They’ve set the bar really high,” complained an acquaintance following the pictures of the Ambani wedding that quickly went viral. Social media had kept up steady pace with the event ever since the clan arrived in Udaipur for the pre-wedding festivities. We quickly became familiar with the guest list, what the bandobast looked like, the food, the music, who wore what — the highest notch of the high life that ranged from feeding the poor and those with special abilities to carousing through the night to the ire of environmentalists. If Beyonce was the darling of the glitterati in Udaipur, in Mumbai, Hillary Clinton stepped out of her bland suits to don a glittery tunic that blended with the razzle and dazzle that the powerati wore to the nuptials.
This year’s weddings have boasted the mostest by far, bombarding us with Priyanka Chopra’s revelries in Jodhpur and Deepika and Ranveer’s costume drama in Lake Como that even Sanjay Leela Bhansali would have trouble recreating. If earlier the Indian wedding was in equal measures about tamasha and chaos, now it’s curated to perfection. In this enchanted world, everyone constantly smiles, everyone is resplendently jewelled and coiffed. If matched raiments, described as twinning, were last year’s trend, this year they’re coordinated to the theme, so architecture, décor, lights, flowers and food all blend with the bride’s lehenga, the groom’s sherwani.
New Delhi weddings are quick to learn from celebrity outings. If the Mittal wedding at Versailles was difficult to top, given the venue, the Ambanis pulled out all stops to ensure that Antilla was the centre of the world this week. The entire street was lit up and draped in flowers. Never before in its life had Mumbai glittered as much, not even when it was Bombay. Bollywood rubbed shoulders with the powercracy of Delhi on the occasion. The vegetarian spread was a culinary adventure — and lip-smacking surprise — for many.
If these lavish weddings have entertained (and astonished) us — let us resist for a moment the vulgar comparisons of money spent — it has also made it difficult, as my acquaintance informed me, for ordinary rich folk to have a worthwhile celebration. How do you better such guest lists — surely not every celebrity invited was a friend? — or improve on the events? Who can top the entertainment, the private jets, the unfolding pageants? Which wedding planner can improve the stakes?
Chances are, if you’re reading this, you weren’t invited to any of these high-hoopla weddings. Which is just as well, for what would you have worn? Each uninvited socialite I’ve met has been toothcombing what outfits guests wore to the functions. The grapevine has it that outfits were ordered several months in advance, and designers ensured that none of their clients wore anything even remotely similar to others for fear of losing their business — and reputation.
The former two-day wedding that has grown to three and five-day spectacles now seems destined to cover an entire week, if friends in the wedding business are to be believed. Nor can anything slow this wedding juggernaut — not elections, nor even a sluggish economy. We already knew the wedding business was recession proof. Now, it seems to be the industry that can single-handedly turn, however briefly, the fortunes of the country around. Just make sure you’re invited.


About this task
Each line of the records must appear in your answer exactly, with no pictures.

(Items from a figure collection)
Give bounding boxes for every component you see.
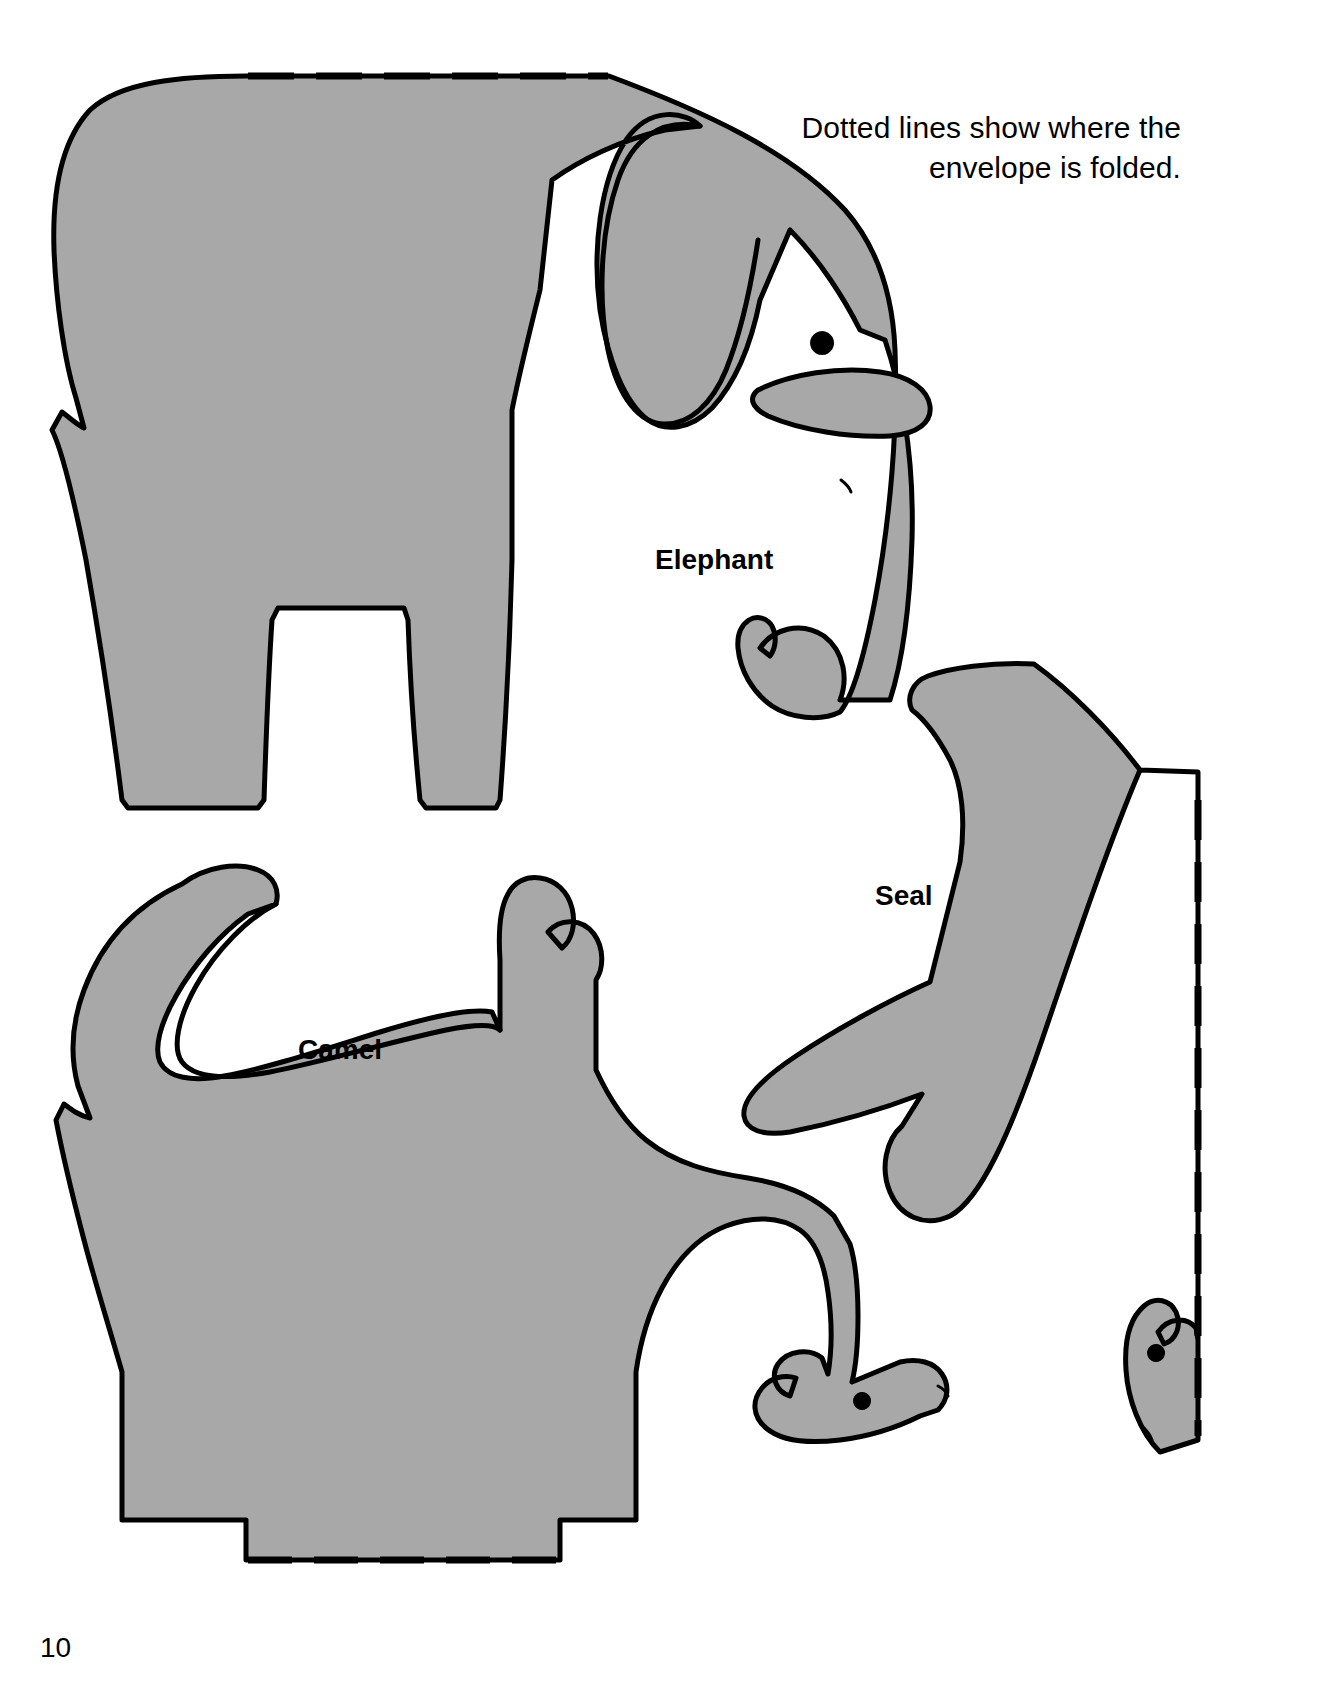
elephant-trunk bbox=[753, 370, 931, 436]
craft-template-page: Dotted lines show where the envelope is … bbox=[0, 0, 1339, 1703]
elephant-tusk-mark bbox=[841, 480, 851, 492]
shape-label-seal: Seal bbox=[875, 880, 933, 912]
seal-eye bbox=[1147, 1344, 1165, 1362]
page-number: 10 bbox=[40, 1632, 71, 1664]
animal-template-artboard bbox=[0, 0, 1339, 1703]
elephant-eye bbox=[810, 331, 834, 355]
seal-silhouette bbox=[744, 664, 1198, 1452]
shape-label-elephant: Elephant bbox=[655, 544, 773, 576]
fold-instructions-caption: Dotted lines show where the envelope is … bbox=[751, 108, 1181, 188]
shape-label-camel: Camel bbox=[298, 1034, 382, 1066]
camel-silhouette bbox=[56, 866, 947, 1560]
seal-shape bbox=[744, 664, 1198, 1452]
camel-eye bbox=[853, 1392, 871, 1410]
camel-shape bbox=[56, 866, 948, 1560]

Response for this exercise
Give bounding boxes for every component you see.
elephant-trunk bbox=[753, 370, 931, 436]
craft-template-page: Dotted lines show where the envelope is … bbox=[0, 0, 1339, 1703]
elephant-tusk-mark bbox=[841, 480, 851, 492]
shape-label-seal: Seal bbox=[875, 880, 933, 912]
seal-eye bbox=[1147, 1344, 1165, 1362]
page-number: 10 bbox=[40, 1632, 71, 1664]
animal-template-artboard bbox=[0, 0, 1339, 1703]
elephant-eye bbox=[810, 331, 834, 355]
seal-silhouette bbox=[744, 664, 1198, 1452]
shape-label-elephant: Elephant bbox=[655, 544, 773, 576]
fold-instructions-caption: Dotted lines show where the envelope is … bbox=[751, 108, 1181, 188]
shape-label-camel: Camel bbox=[298, 1034, 382, 1066]
camel-silhouette bbox=[56, 866, 947, 1560]
seal-shape bbox=[744, 664, 1198, 1452]
camel-eye bbox=[853, 1392, 871, 1410]
camel-shape bbox=[56, 866, 948, 1560]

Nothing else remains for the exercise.